Unlike every other comics Web site in the world, we here at Crisis On Infinite Midlives are not putting together any lists of the best and worst comics of 2011. This is partially because we only came into existence in September, partially because when we review books we try to tell you what we think in a little more depth than a star rating or an idiotic list of weekly winners and losers, and partially because before we started this site we read many, if not all, of our comics on Wednesday nights while shitfaced at the bar next to our local comic store.
But if I were compiling a list of my favorite comics of 2011, Warren Ellis’s Secret Avengers would have a rock solid place on it. It has been a series of big idea, one-and-done issues with rotating, top-shelf artists, and an overriding concept – missions to stop extinction-level events that no one can ever know about – that cheerfully lends itself to big stories that can flip the bird to ongoing continuity. And this week’s #20 continues the solid run… although I readily admit that more than once, the stories have felt a little, shall we say, recycled.
A couple months ago when I reviewed Secret Avengers #18, I reveled in the fact that Ellis acknowledged that the problem with time travel is that if you just move through time, the planet would have moved, and you would pop out of your time tunnel or your hot tub or your DeLorean in the empty vacuum of space to die with blood boiling in your brain and leaving Elizabeth Shue available for Karate Kid II after all.
But clearly the idea of time travel stuck in Ellis’s head, because this issue is a flat-out time travel tale. It gets around the whole you’d-be-sucking-vacuum-while-your-eyeballs-froze-and-burst aspect of time travel via the simple expediency of saying, “Yeah: this time machine also moves you through space,” which is all I ask from a time travel story other than the obligatory Elizabeth Shue handjob.
The plot is simple: on a mission to stop the Shadow Council from opening a magic portal, Captain America, Sharon Carter and War Machine are killed, and Black Widow needs to use a time travel device to change the outcome, but indirectly, to avoid destroying the timestream. Which means that she can’t go back and warn them not to show up, and that she can’t do anything that directly and appreciatively changes the events that occurred leading up to the moment they were killed.
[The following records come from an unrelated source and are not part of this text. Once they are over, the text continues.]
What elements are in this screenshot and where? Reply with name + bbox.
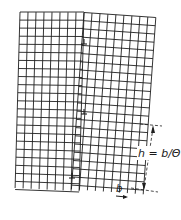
lattice-column-line [23,12,28,188]
lattice-column-line [87,14,100,191]
lattice-column-line [119,16,132,193]
lattice-row-line [78,103,150,108]
lattice-row-line [82,45,154,50]
lattice-row-line [76,128,148,133]
arrow-down-icon [142,183,146,190]
lattice-row-line [75,144,147,149]
lattice-column-line [103,15,116,192]
lattice-column-line [47,12,52,189]
lattice-row-line [84,13,156,18]
lattice-column-line [95,14,108,191]
lattice-row-line [73,169,145,174]
arrow-up-icon [151,125,155,133]
tilt-boundary-diagram: h = b/Θ b [0,0,181,220]
lattice-row-line [76,119,148,124]
lattice-column-line [135,17,148,194]
left-grain-lattice [15,12,84,192]
lattice-row-line [72,185,144,190]
lattice-row-line [18,93,82,94]
lattice-row-line [19,60,83,61]
lattice-row-line [74,161,146,166]
lattice-row-line [83,29,155,34]
lattice-row-line [81,62,153,67]
lattice-row-line [74,152,146,157]
burgers-arrow-icon [123,195,128,199]
lattice-column-line [111,15,124,192]
lattice-column-line [31,12,36,189]
lattice-row-line [78,95,150,100]
lattice-row-line [18,101,82,102]
lattice-column-line [143,18,156,195]
lattice-row-line [15,190,79,193]
lattice-column-line [15,12,20,188]
lattice-row-line [81,54,153,59]
lattice-row-line [83,21,155,26]
lattice-row-line [79,87,151,92]
lattice-row-line [82,37,154,42]
lattice-row-line [80,70,152,75]
lattice-row-line [19,52,83,53]
spacing-label: h = b/Θ [138,147,181,160]
burgers-label: b [116,183,122,194]
lattice-column-line [127,16,140,193]
lattice-row-line [75,136,147,141]
lattice-row-line [72,177,144,182]
lattice-row-line [18,85,82,86]
lattice-column-line [39,12,44,189]
lattice-row-line [18,77,82,78]
lattice-row-line [18,69,82,70]
lattice-row-line [77,111,149,116]
lattice-row-line [79,78,151,83]
burgers-vector: b [116,183,128,199]
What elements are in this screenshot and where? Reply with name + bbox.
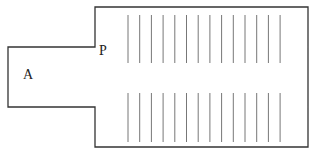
building-outline: [8, 7, 308, 147]
label-a: A: [23, 67, 34, 82]
floor-plan-diagram: A P: [0, 0, 313, 162]
label-p: P: [99, 43, 107, 58]
upper-row-lines: [128, 15, 280, 63]
lower-row-lines: [128, 93, 280, 142]
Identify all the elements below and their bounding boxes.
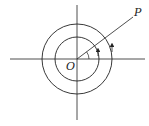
polar-diagram: O P [0, 0, 149, 126]
angle-arc [87, 52, 89, 59]
ray-op [77, 17, 133, 59]
origin-label: O [66, 60, 75, 73]
point-label: P [133, 6, 142, 19]
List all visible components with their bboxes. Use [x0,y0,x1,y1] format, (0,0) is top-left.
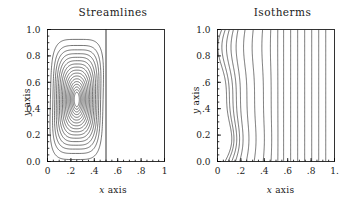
y-tick-label: 0.2 [26,130,40,140]
y-axis-symbol: y [22,111,32,116]
streamline-contours [50,39,104,159]
isotherm-contours [218,30,326,162]
x-tick-label: .4 [90,166,99,176]
y-tick-label: 1.0 [26,25,41,35]
x-axis-word: axis [105,185,127,195]
isotherm-contour [252,30,256,162]
x-tick-label: 0 [45,166,51,176]
y-axis-caption-streamlines: y axis [22,88,32,116]
y-tick-label: 0.8 [26,51,41,61]
panel-isotherms: Isotherms 1.00.8.6.40.20.0 0.2.4.6.81. x… [182,0,363,199]
isotherms-plot: 1.00.8.6.40.20.0 0.2.4.6.81. [182,0,363,199]
y-tick-label: 0.8 [196,51,211,61]
y-axis-symbol: y [191,109,201,114]
plot-frame-isotherms [218,30,335,162]
x-tick-label: .4 [260,166,269,176]
y-tick-label: 0.6 [26,78,41,88]
axis-ticks-isotherms [218,30,335,162]
x-axis-caption-isotherms: x axis [182,185,363,195]
x-tick-label: 1. [330,166,339,176]
streamline-contour [67,76,87,123]
isotherm-contour [262,30,265,162]
isotherm-contour [231,30,240,162]
isotherm-contour [244,30,249,162]
isotherm-contour [222,30,234,162]
x-tick-labels-isotherms: 0.2.4.6.81. [215,166,339,176]
x-tick-label: 1 [162,166,168,176]
x-tick-label: .2 [67,166,76,176]
streamline-contour [74,92,79,107]
y-axis-caption-isotherms: y axis [191,86,201,114]
x-axis-word: axis [272,185,294,195]
y-tick-label: 0.0 [26,157,41,167]
x-tick-label: .8 [137,166,146,176]
y-tick-label: .6 [202,78,211,88]
x-tick-label: 0 [215,166,221,176]
streamline-contour [65,73,88,126]
x-tick-label: .6 [283,166,292,176]
y-tick-label: 0.0 [196,157,211,167]
isotherm-contour [270,30,271,162]
y-tick-label: 0.2 [196,130,210,140]
streamline-contour [70,84,83,114]
y-tick-label: 1.0 [196,25,211,35]
y-tick-label: .4 [202,104,211,114]
x-tick-label: .2 [237,166,246,176]
figure-container: Streamlines 1.00.80.60.40.20.0 0.2.4.6.8… [0,0,363,199]
x-tick-label: .8 [307,166,316,176]
y-axis-word: axis [191,86,201,108]
x-tick-labels-streamlines: 0.2.4.6.81 [45,166,168,176]
x-axis-caption-streamlines: x axis [0,185,204,195]
y-axis-word: axis [22,88,32,110]
x-tick-label: .6 [113,166,122,176]
panel-streamlines: Streamlines 1.00.80.60.40.20.0 0.2.4.6.8… [0,0,182,199]
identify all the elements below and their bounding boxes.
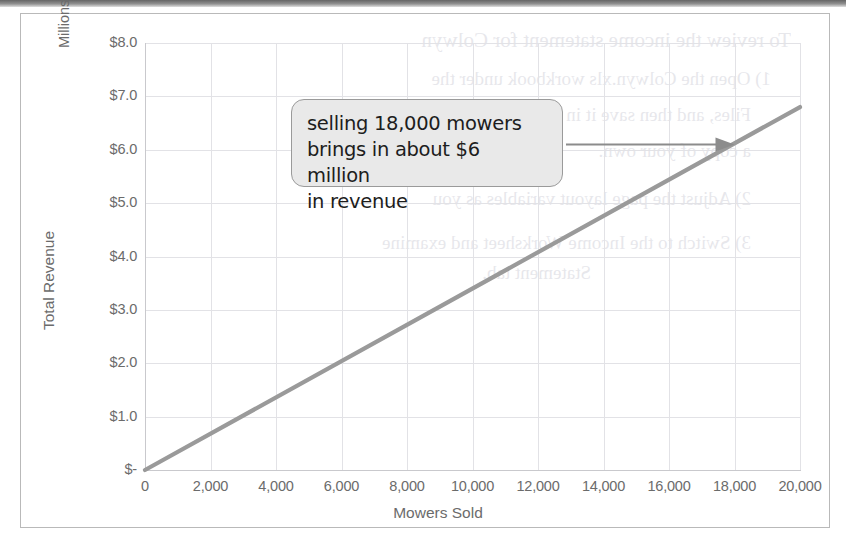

So when I said “simple,” I clearly meant “bafflingly fucking complicated.”
So what we have here is Black Widow moving throughout forty some-odd years of Marvel history, convincing some people to make minor tweaks to the weapons the Shadow Council uses and the time travel device she’s using, moving back and forth through time making tweaks and trying not to mess things up… and that’s when I realized – just the way I realized that issue #16 felt just like NextWave – that: holy shit, this is fucking Primer with superpowers. But then again, so what? Primer was a good fucking movie, and you could do worse than riff on the best time travel story since Jules Verne said, “Betcha in the future we’re all fucked!” And then he got a handjob from Elizabeth Shue. Or Christopher Lloyd. I forget.
Alex Maleev’s art delivers the way it always does, with the only question being whether or not you want to take that delivery. His stuff is a style all it’s own: somewhat abstracted and heavily stylized, and if it reminds me of anyone at all, it’s maybe David Mack. Having said that, his stuff on this issue seems to be a little bit more conventional than what I remember from his run with Bendis on Daredevil, or even on the current Scarlet, and it felt like he was making more of an effort to be more mainstream while maintaining his art’s general look.
Maleev does a somewhat nifty gimmick in the first sequence where the Widow is 44 years in the past where he draws in the style of a three-panel newspaper comic strip… the problem is that Ellis wrote a similar draw-it-retro sequence in his Stormwatch run 12 or so years ago, and unlike that book, Maleev’s “comic strip” style is his normal art, only in black and white. Still, it makes the look interesting, and if you like his art, you’ll like this…, and if you’re not familiar with his stuff, this is probably a better entry point than many.
This book doesn’t have a ton of action in it, but that’s okay because it’s a time travel story, which are generally about ideas unless you’ve cast Kirk Douglas and have borrowed an aircraft carrier. Like all the best time travel stories, it establishes it’s own rules and follows them explicitly. It has heartbreaking character moments. It has dialogue like, “My time gun will send your heart to be eaten by dinosaurs!” and “This is my sanctum of sorrow, where I drunkenly bemoan the lack of really big stuff to kill these days.”
And it does it all in twenty pages.
Ellis has one more issue on Secret Avengers. If you’re not already on board, you owe it to yourself to get there. This is, unofficially, one of my top ten comics of the year.